The French government is trying to rein in its deficit by jacking up taxes, including the capital gains tax, which it wants to bring to the same level as the tax on income earned by the sweat of your brow—an old philosophical pillar of the French left. But an explosive essay published last Friday hit a nerve with entrepreneurs, venture capital investors, artisans, and mom-and-pop business owners. And their anger, which spread across the social media, the papers, and finally TV news, turned into an open revolt.
The trigger was an editorial in La Tribune by John-David Chamboredon, Executive President of ISAI, an internet startup fund. After the Finance Law 2013 was proposed during the presidential elections, he wrote, “la France du business stopped breathing.” Investments and hiring were put on hold.
The cause: the capital-gains tax provisions. An entrepreneur, for example, who risked his savings, spent 10 years growing his business, created perhaps hundreds of jobs, survived all the challenges, and then wanted to cash out, would have to pay two layers of taxes on the capital gains, totaling, according to his calculations, 60.5%. And so would investors.
It would kill entrepreneurship. Funding for startups would dry up. And growth in the private sector would wither. “If the fiscal maelstrom is confirmed, the sequence of events is quite clear,” he wrote. “Instead of hiring people and developing the business, owners threatened by this confiscation would spend the rest of 2012 imagining ways to escape it.”
There are legal ways, he said, for example by creating a holding company in Luxembourg that would retain the shares of the startup, or by relocating top management to London (which is rolling out the red carpet). Startups funded by large funds could do this. Small operations would be stuck in France. For them, it’s going to be tough. And it would put a damper on job creation in France, he said.
Articles in La Tribune are normally tweeted a few times and liked on Facebook a few more times. But this one was tweeted 1,576 times and liked 5,601 times. Over the weekend, it gave rise to the movement of the Pigeons—which in French also means “sucker.” The revolt of the bosses was born.
“We are the result of the anti-economic policy of the government that has decided to take the thousands of entrepreneurs in this country for suckers (pigeons) and annihilate entrepreneurship,” their manifesto explains. And a demonstration of the bosses in front of the National Assembly was organized on Facebook for October 7.
Anger against the “fiscal overkill” continues to grow. Entrepreneurs and those who invest in them see this law “as an act of vengeance by those who run the government or who live off it!” said Philippe Villin, an investment banker close to the entrepreneurs. “The France that is taking risks and is investing their own money in the jobs of tomorrow, and might lose everything, has the feeling of being rejected by the France that is more protected,” added Agnes Verdier-Molini, Director of iFRAP, a public policy think tank.
Money is already drying up. “We had three deals going. Since Friday, everything is suspended, because with taxes this confiscatory, it doesn’t work anymore for the business leaders,” said Bertrand Rambaud, President of Siparex, an investment fund.
“La France du business stopped breathing,” as Chamboredon wrote, has already occurred. The Services Activity Index dropped to an 11-month low. Orders plunged, and companies responded by cutting their work force at the fastest rate since December 2009. The Draghi-Bernanke effect kicked them in the teeth with higher input costs that they couldn’t pass on. And the Composite Index, which combines the service and manufacturing indices, plunged to 43.2, the lowest since March 2009—the depth of the financial crisis.
It couldn’t have come at a worse time for President François Hollande. Since his election in May, according to the latest poll, voter confidence in his ability to handle the crisis dropped from 55% to 41%. And those who were “not confident” shot up to 56%. He has become unpopular in less than six month—which in France has never happened before.
He can’t afford an open revolt by small business owners—or the label “anti-startup,” when unemployment is at a 13-year high, and when every job counts. So the government decided to do some fence-mending. It has offered to listen to the “Pigeons” and apparently is studying “solutions” to the capital-gains tax debacle to “return to the situation as it was before.” And unnamed members of the government might perhaps negotiate with the Pigeons—who in return cancelled the demonstration.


## Exercise details
The answer must consist of every line in the records that contains the word "gray".

Dataset rows about figures
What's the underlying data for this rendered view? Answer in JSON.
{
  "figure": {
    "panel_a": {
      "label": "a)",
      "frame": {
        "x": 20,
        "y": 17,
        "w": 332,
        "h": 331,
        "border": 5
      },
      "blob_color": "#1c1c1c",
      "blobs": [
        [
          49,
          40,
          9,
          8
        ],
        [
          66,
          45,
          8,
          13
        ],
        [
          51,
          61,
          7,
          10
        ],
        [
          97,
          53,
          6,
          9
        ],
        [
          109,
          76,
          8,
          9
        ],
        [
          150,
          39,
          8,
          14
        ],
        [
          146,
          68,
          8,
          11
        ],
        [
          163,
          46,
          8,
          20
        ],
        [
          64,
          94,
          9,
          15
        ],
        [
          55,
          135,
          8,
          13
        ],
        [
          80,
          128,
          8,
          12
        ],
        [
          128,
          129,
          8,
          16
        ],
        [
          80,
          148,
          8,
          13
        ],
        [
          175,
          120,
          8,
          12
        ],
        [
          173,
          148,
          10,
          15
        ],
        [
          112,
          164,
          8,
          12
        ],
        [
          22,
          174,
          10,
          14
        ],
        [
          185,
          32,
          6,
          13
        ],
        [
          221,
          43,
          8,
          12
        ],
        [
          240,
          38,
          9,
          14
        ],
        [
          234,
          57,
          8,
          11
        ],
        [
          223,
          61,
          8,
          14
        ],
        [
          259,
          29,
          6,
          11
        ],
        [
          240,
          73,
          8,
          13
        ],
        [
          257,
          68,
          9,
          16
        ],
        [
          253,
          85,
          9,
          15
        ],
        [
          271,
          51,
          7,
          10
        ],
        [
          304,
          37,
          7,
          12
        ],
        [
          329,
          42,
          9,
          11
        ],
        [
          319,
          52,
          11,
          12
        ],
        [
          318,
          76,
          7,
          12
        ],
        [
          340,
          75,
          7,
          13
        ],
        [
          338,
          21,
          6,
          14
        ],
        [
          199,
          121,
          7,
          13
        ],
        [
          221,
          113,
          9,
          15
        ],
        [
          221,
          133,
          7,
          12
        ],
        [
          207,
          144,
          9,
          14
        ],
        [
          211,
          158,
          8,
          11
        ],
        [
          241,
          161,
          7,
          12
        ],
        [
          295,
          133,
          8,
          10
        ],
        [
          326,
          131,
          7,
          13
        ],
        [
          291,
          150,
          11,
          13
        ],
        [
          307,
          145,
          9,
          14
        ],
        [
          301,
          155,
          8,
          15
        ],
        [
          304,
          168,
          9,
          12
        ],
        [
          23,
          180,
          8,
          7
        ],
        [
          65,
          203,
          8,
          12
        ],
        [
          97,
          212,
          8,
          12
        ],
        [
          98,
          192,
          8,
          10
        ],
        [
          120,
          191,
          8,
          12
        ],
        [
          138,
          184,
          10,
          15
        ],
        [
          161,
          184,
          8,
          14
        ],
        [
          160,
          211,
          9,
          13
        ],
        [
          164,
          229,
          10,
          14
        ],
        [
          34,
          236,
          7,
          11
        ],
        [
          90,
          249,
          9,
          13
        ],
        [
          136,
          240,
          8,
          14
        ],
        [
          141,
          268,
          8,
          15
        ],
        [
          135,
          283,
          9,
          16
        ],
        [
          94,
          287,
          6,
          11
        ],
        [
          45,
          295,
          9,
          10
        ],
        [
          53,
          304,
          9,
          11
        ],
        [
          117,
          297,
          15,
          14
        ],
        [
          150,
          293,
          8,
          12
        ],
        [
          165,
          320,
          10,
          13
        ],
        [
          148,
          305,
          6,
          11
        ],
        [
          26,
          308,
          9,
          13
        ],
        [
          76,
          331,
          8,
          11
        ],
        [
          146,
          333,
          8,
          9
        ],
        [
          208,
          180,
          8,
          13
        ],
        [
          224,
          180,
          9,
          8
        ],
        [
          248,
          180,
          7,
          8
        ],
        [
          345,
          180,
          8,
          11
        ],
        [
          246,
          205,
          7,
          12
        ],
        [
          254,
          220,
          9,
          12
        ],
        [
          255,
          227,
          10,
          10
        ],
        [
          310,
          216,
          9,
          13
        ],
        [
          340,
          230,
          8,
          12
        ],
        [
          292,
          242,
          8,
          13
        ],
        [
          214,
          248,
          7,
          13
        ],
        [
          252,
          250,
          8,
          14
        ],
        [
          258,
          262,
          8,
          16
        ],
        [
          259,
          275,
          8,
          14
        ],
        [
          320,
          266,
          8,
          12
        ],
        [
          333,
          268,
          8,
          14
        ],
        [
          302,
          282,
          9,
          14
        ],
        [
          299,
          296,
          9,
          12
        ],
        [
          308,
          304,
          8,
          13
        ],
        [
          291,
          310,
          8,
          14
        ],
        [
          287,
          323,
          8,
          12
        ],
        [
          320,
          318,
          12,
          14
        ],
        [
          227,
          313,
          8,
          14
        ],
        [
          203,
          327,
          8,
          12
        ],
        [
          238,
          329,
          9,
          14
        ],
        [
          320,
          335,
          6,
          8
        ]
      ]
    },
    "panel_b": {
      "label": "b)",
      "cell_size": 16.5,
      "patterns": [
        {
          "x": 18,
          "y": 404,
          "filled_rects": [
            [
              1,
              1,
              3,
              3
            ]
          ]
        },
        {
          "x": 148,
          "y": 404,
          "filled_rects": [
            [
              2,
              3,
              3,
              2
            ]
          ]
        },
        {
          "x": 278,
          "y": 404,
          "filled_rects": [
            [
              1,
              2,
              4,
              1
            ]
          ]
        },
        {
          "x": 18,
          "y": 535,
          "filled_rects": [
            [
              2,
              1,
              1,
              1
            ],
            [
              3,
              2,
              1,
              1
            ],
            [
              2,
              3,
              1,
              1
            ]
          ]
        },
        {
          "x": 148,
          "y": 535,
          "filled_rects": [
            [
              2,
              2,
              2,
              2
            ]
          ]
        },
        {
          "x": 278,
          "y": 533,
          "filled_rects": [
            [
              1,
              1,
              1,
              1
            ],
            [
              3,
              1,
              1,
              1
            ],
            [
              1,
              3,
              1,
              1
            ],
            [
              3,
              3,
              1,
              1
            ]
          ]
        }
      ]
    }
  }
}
--
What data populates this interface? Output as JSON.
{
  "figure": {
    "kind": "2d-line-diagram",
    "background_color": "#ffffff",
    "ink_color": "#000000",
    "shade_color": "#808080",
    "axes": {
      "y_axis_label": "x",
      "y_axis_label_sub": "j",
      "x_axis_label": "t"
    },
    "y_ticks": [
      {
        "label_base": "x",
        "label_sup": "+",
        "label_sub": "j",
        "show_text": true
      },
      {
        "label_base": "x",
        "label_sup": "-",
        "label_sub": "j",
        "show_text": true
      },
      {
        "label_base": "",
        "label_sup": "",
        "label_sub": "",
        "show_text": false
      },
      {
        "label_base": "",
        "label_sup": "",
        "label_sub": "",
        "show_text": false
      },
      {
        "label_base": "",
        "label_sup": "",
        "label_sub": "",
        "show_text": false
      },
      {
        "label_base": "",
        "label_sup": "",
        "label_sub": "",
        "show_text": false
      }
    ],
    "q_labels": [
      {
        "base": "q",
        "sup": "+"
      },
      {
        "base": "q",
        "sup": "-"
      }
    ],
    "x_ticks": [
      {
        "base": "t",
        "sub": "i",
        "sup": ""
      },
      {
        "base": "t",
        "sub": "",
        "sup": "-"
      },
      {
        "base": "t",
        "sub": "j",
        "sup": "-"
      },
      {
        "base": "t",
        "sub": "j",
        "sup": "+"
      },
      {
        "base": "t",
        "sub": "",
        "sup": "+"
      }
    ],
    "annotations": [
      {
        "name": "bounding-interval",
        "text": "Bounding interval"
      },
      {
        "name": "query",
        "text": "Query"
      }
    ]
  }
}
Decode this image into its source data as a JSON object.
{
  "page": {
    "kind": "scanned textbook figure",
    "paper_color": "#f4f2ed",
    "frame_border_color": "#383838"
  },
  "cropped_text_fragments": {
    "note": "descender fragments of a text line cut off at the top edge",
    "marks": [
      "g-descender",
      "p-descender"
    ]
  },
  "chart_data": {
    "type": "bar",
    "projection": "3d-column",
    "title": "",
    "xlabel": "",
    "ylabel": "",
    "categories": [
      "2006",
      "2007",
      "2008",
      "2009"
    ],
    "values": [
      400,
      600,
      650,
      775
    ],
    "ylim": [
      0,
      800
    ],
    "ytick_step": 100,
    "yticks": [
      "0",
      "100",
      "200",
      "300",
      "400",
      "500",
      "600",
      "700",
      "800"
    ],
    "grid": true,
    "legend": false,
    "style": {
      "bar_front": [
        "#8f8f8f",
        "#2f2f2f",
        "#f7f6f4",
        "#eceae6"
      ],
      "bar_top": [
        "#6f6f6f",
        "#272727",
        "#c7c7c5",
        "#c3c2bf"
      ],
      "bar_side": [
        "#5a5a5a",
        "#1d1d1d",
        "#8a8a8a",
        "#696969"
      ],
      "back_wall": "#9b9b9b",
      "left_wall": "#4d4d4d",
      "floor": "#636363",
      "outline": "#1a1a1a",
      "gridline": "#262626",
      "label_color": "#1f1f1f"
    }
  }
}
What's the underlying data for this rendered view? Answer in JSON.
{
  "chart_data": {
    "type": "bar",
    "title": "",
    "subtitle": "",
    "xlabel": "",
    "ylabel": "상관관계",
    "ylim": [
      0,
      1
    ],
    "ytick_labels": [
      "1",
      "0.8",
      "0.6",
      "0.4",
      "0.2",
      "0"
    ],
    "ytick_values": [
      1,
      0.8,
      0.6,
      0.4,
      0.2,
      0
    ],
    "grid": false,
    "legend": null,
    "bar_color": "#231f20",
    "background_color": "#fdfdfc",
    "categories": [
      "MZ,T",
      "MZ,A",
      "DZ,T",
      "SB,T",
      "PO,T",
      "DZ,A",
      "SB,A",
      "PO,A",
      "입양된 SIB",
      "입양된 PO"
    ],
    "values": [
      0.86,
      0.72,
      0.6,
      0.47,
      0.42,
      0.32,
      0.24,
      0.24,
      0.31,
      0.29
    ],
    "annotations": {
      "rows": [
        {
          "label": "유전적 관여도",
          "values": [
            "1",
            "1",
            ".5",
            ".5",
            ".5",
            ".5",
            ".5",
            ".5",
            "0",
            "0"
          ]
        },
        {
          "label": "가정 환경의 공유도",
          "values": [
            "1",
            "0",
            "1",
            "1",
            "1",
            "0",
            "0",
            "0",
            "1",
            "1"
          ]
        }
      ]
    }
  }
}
--
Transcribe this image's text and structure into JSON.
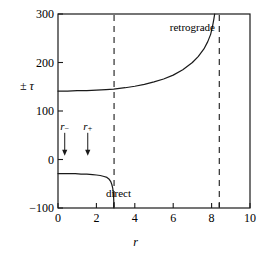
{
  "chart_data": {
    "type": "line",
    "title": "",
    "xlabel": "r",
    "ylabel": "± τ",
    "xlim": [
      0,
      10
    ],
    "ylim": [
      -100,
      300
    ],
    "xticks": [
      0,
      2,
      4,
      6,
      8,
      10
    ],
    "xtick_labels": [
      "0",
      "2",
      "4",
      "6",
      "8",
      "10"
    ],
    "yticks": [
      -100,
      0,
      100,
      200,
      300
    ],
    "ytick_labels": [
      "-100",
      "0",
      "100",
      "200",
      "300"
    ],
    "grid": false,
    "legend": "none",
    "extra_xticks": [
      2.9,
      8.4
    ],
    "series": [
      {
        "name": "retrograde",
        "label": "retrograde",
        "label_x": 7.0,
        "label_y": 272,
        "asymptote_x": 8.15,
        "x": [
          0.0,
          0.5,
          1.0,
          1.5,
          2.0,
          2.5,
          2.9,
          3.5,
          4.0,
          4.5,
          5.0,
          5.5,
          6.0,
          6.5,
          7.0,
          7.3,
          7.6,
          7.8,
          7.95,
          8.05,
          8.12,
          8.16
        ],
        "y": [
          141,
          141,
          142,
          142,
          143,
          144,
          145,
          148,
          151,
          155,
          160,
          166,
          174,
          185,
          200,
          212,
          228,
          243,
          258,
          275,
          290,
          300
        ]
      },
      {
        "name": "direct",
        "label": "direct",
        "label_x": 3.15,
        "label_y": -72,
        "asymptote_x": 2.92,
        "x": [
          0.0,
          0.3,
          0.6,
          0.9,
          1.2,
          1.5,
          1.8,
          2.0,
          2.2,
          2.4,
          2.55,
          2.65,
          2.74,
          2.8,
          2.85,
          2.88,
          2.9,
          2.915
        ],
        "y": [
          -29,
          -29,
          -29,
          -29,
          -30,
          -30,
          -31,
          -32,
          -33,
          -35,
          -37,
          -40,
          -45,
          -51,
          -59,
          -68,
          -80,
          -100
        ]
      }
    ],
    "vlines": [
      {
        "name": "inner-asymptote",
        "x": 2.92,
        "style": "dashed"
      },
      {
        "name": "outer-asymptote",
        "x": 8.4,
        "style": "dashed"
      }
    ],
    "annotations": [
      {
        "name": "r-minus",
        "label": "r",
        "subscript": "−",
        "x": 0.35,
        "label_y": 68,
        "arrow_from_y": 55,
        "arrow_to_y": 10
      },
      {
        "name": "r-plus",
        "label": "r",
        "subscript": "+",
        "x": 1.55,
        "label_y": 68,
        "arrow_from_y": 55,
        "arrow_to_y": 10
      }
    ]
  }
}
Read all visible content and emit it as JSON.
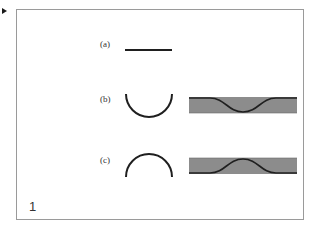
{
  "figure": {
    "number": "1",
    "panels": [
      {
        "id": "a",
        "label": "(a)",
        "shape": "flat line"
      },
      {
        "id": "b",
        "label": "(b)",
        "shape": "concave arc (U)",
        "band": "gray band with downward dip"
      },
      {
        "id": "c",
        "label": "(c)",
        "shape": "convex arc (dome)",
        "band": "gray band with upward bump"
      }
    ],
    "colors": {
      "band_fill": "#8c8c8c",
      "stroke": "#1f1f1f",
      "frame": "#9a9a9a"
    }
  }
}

## Task output
        "band": "gray band with downward dip"
        "band": "gray band with upward bump"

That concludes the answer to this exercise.